Gerald Peters Gallery Contemporary

For More Information

Alice Levi Duncan

Senior Director

aduncan@gpgalleryny.com

Marguerite Thompson Zorach was born in Santa Rosa, California, in 1887. Raised and educated in her home state, Zorach was one of the first women to matriculate at Stanford University in 1908. However, having shown a great aptitude for painting, Zorach was allowed leave Stanford to join an aunt in Paris later that year in order to pursue art. Zorach spent four years studying at La Palette, a progressive school in the Latin Quarter where she met William Zorach whom she would marry in 1912. In Paris, Zorach was immersed in the ideas espoused by the European avant garde and by artists such as Henri Matisse, André Derain, and Maurice de Vlaminck, among others. During this time she was directly influenced by French Fauvism in particular and began to emphasize the use of color and line over formal representation in her own work. Indeed, as Valerie Ann Leeds has stated, this “keen sense of color and design,” which Zorach began to develop during her Paris years, remained one of her “particular strengths as an artist” throughout her long career. After returning to the United States in 1912, Zorach marked the beginning of her professional career as an artist by exhibiting work at the Armory Show in 1913 and, a few years later, at the prestigious Forum Exhibition of Modern American Painters. Zorach continued to evolve and expand her language of modern American art unceasingly until her death in 1968.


** AIM OF THE EXERCISE **
Repeat the entries exactly, keeping every line as it is.

• • • • •

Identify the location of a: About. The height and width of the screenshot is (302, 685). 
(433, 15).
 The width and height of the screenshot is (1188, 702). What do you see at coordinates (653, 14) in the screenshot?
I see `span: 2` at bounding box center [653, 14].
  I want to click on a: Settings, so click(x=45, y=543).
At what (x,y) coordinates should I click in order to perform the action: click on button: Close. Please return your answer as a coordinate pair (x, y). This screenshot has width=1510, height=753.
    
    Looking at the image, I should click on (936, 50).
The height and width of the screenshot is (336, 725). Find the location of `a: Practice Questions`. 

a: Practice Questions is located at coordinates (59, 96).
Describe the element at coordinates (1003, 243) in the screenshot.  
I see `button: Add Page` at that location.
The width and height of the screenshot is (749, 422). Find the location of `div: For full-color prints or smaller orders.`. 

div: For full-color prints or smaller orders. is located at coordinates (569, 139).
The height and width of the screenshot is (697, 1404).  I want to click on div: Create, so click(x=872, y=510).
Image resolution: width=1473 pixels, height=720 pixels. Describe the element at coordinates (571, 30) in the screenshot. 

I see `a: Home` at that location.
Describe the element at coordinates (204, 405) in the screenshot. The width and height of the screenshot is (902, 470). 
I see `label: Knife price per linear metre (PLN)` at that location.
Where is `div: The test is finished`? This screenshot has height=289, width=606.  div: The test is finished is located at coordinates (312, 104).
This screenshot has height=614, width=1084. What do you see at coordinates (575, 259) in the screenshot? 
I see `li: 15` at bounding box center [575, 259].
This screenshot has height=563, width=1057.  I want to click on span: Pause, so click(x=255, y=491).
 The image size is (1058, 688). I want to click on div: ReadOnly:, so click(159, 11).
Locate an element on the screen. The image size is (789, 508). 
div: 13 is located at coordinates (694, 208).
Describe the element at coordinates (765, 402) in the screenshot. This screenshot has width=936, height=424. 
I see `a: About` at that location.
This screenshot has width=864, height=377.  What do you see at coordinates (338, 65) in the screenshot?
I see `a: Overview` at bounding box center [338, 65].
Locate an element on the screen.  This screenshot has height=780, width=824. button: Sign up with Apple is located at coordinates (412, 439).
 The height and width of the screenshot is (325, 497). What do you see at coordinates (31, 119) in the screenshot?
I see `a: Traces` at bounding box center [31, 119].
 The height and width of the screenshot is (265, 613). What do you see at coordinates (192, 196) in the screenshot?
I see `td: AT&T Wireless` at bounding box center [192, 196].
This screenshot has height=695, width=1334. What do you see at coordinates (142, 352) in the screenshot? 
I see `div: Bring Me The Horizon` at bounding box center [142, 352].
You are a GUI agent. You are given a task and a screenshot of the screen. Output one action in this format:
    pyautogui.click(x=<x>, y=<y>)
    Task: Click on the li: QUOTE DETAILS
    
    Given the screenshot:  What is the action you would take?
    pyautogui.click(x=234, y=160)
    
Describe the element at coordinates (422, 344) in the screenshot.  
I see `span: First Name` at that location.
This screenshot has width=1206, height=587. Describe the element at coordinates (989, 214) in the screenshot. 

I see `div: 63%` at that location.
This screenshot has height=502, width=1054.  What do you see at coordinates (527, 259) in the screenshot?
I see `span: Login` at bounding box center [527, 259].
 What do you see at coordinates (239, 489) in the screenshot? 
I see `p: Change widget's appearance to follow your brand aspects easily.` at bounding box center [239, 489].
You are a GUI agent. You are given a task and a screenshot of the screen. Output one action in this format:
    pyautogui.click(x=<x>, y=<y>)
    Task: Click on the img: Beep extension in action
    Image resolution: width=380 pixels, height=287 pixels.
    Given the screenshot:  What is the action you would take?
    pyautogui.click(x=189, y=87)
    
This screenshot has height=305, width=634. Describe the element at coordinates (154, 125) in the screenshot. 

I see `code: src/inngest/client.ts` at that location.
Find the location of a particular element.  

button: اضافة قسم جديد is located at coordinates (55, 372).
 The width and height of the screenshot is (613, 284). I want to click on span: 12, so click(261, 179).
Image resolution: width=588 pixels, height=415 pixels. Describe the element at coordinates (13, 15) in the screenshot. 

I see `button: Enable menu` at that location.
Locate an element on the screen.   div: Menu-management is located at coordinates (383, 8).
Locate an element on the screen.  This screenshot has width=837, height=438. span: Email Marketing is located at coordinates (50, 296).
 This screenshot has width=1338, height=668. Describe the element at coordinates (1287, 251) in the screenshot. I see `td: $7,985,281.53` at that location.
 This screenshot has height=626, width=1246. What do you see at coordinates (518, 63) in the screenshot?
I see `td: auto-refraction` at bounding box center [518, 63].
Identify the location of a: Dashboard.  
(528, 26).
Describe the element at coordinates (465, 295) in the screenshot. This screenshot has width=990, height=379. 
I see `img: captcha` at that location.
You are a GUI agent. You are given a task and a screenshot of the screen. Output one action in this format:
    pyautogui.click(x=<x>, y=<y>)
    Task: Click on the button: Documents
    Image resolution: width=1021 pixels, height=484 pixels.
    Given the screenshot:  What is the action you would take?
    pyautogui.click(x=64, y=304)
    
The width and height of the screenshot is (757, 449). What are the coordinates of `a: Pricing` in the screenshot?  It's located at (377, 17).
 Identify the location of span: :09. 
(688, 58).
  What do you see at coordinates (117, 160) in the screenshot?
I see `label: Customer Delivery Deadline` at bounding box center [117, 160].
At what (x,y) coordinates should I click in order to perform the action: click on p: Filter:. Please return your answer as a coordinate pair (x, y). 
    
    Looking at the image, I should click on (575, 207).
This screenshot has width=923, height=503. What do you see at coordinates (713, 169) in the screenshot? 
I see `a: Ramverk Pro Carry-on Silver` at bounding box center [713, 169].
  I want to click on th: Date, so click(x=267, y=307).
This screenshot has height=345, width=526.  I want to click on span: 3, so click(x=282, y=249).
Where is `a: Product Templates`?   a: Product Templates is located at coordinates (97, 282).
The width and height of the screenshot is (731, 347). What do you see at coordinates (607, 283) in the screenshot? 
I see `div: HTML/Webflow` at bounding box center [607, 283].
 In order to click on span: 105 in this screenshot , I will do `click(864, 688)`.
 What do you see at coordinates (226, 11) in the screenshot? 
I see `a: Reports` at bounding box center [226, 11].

• • • • •

** EXPECTED ANSWER **
Identify the location of a: About. The height and width of the screenshot is (302, 685). 
(433, 15).
 The width and height of the screenshot is (1188, 702). What do you see at coordinates (653, 14) in the screenshot?
I see `span: 2` at bounding box center [653, 14].
  I want to click on a: Settings, so click(x=45, y=543).
At what (x,y) coordinates should I click in order to perform the action: click on button: Close. Please return your answer as a coordinate pair (x, y). This screenshot has width=1510, height=753.
    
    Looking at the image, I should click on (936, 50).
The height and width of the screenshot is (336, 725). Find the location of `a: Practice Questions`. 

a: Practice Questions is located at coordinates (59, 96).
Describe the element at coordinates (1003, 243) in the screenshot.  
I see `button: Add Page` at that location.
The width and height of the screenshot is (749, 422). Find the location of `div: For full-color prints or smaller orders.`. 

div: For full-color prints or smaller orders. is located at coordinates (569, 139).
The height and width of the screenshot is (697, 1404).  I want to click on div: Create, so click(x=872, y=510).
Image resolution: width=1473 pixels, height=720 pixels. Describe the element at coordinates (571, 30) in the screenshot. 

I see `a: Home` at that location.
Describe the element at coordinates (204, 405) in the screenshot. The width and height of the screenshot is (902, 470). 
I see `label: Knife price per linear metre (PLN)` at that location.
Where is `div: The test is finished`? This screenshot has height=289, width=606.  div: The test is finished is located at coordinates (312, 104).
This screenshot has height=614, width=1084. What do you see at coordinates (575, 259) in the screenshot? 
I see `li: 15` at bounding box center [575, 259].
This screenshot has height=563, width=1057.  I want to click on span: Pause, so click(x=255, y=491).
 The image size is (1058, 688). I want to click on div: ReadOnly:, so click(159, 11).
Locate an element on the screen. The image size is (789, 508). 
div: 13 is located at coordinates (694, 208).
Describe the element at coordinates (765, 402) in the screenshot. This screenshot has width=936, height=424. 
I see `a: About` at that location.
This screenshot has width=864, height=377.  What do you see at coordinates (338, 65) in the screenshot?
I see `a: Overview` at bounding box center [338, 65].
Locate an element on the screen.  This screenshot has height=780, width=824. button: Sign up with Apple is located at coordinates (412, 439).
 The height and width of the screenshot is (325, 497). What do you see at coordinates (31, 119) in the screenshot?
I see `a: Traces` at bounding box center [31, 119].
 The height and width of the screenshot is (265, 613). What do you see at coordinates (192, 196) in the screenshot?
I see `td: AT&T Wireless` at bounding box center [192, 196].
This screenshot has height=695, width=1334. What do you see at coordinates (142, 352) in the screenshot? 
I see `div: Bring Me The Horizon` at bounding box center [142, 352].
You are a GUI agent. You are given a task and a screenshot of the screen. Output one action in this format:
    pyautogui.click(x=<x>, y=<y>)
    Task: Click on the li: QUOTE DETAILS
    
    Given the screenshot:  What is the action you would take?
    pyautogui.click(x=234, y=160)
    
Describe the element at coordinates (422, 344) in the screenshot.  
I see `span: First Name` at that location.
This screenshot has width=1206, height=587. Describe the element at coordinates (989, 214) in the screenshot. 

I see `div: 63%` at that location.
This screenshot has height=502, width=1054.  What do you see at coordinates (527, 259) in the screenshot?
I see `span: Login` at bounding box center [527, 259].
 What do you see at coordinates (239, 489) in the screenshot? 
I see `p: Change widget's appearance to follow your brand aspects easily.` at bounding box center [239, 489].
You are a GUI agent. You are given a task and a screenshot of the screen. Output one action in this format:
    pyautogui.click(x=<x>, y=<y>)
    Task: Click on the img: Beep extension in action
    Image resolution: width=380 pixels, height=287 pixels.
    Given the screenshot:  What is the action you would take?
    pyautogui.click(x=189, y=87)
    
This screenshot has height=305, width=634. Describe the element at coordinates (154, 125) in the screenshot. 

I see `code: src/inngest/client.ts` at that location.
Find the location of a particular element.  

button: اضافة قسم جديد is located at coordinates (55, 372).
 The width and height of the screenshot is (613, 284). I want to click on span: 12, so click(261, 179).
Image resolution: width=588 pixels, height=415 pixels. Describe the element at coordinates (13, 15) in the screenshot. 

I see `button: Enable menu` at that location.
Locate an element on the screen.   div: Menu-management is located at coordinates (383, 8).
Locate an element on the screen.  This screenshot has width=837, height=438. span: Email Marketing is located at coordinates (50, 296).
 This screenshot has width=1338, height=668. Describe the element at coordinates (1287, 251) in the screenshot. I see `td: $7,985,281.53` at that location.
 This screenshot has height=626, width=1246. What do you see at coordinates (518, 63) in the screenshot?
I see `td: auto-refraction` at bounding box center [518, 63].
Identify the location of a: Dashboard.  
(528, 26).
Describe the element at coordinates (465, 295) in the screenshot. This screenshot has width=990, height=379. 
I see `img: captcha` at that location.
You are a GUI agent. You are given a task and a screenshot of the screen. Output one action in this format:
    pyautogui.click(x=<x>, y=<y>)
    Task: Click on the button: Documents
    Image resolution: width=1021 pixels, height=484 pixels.
    Given the screenshot:  What is the action you would take?
    pyautogui.click(x=64, y=304)
    
The width and height of the screenshot is (757, 449). What are the coordinates of `a: Pricing` in the screenshot?  It's located at (377, 17).
 Identify the location of span: :09. 
(688, 58).
  What do you see at coordinates (117, 160) in the screenshot?
I see `label: Customer Delivery Deadline` at bounding box center [117, 160].
At what (x,y) coordinates should I click in order to perform the action: click on p: Filter:. Please return your answer as a coordinate pair (x, y). 
    
    Looking at the image, I should click on (575, 207).
This screenshot has width=923, height=503. What do you see at coordinates (713, 169) in the screenshot? 
I see `a: Ramverk Pro Carry-on Silver` at bounding box center [713, 169].
  I want to click on th: Date, so click(x=267, y=307).
This screenshot has height=345, width=526.  I want to click on span: 3, so click(x=282, y=249).
Where is `a: Product Templates`?   a: Product Templates is located at coordinates (97, 282).
The width and height of the screenshot is (731, 347). What do you see at coordinates (607, 283) in the screenshot? 
I see `div: HTML/Webflow` at bounding box center [607, 283].
 In order to click on span: 105 in this screenshot , I will do `click(864, 688)`.
 What do you see at coordinates (226, 11) in the screenshot? 
I see `a: Reports` at bounding box center [226, 11].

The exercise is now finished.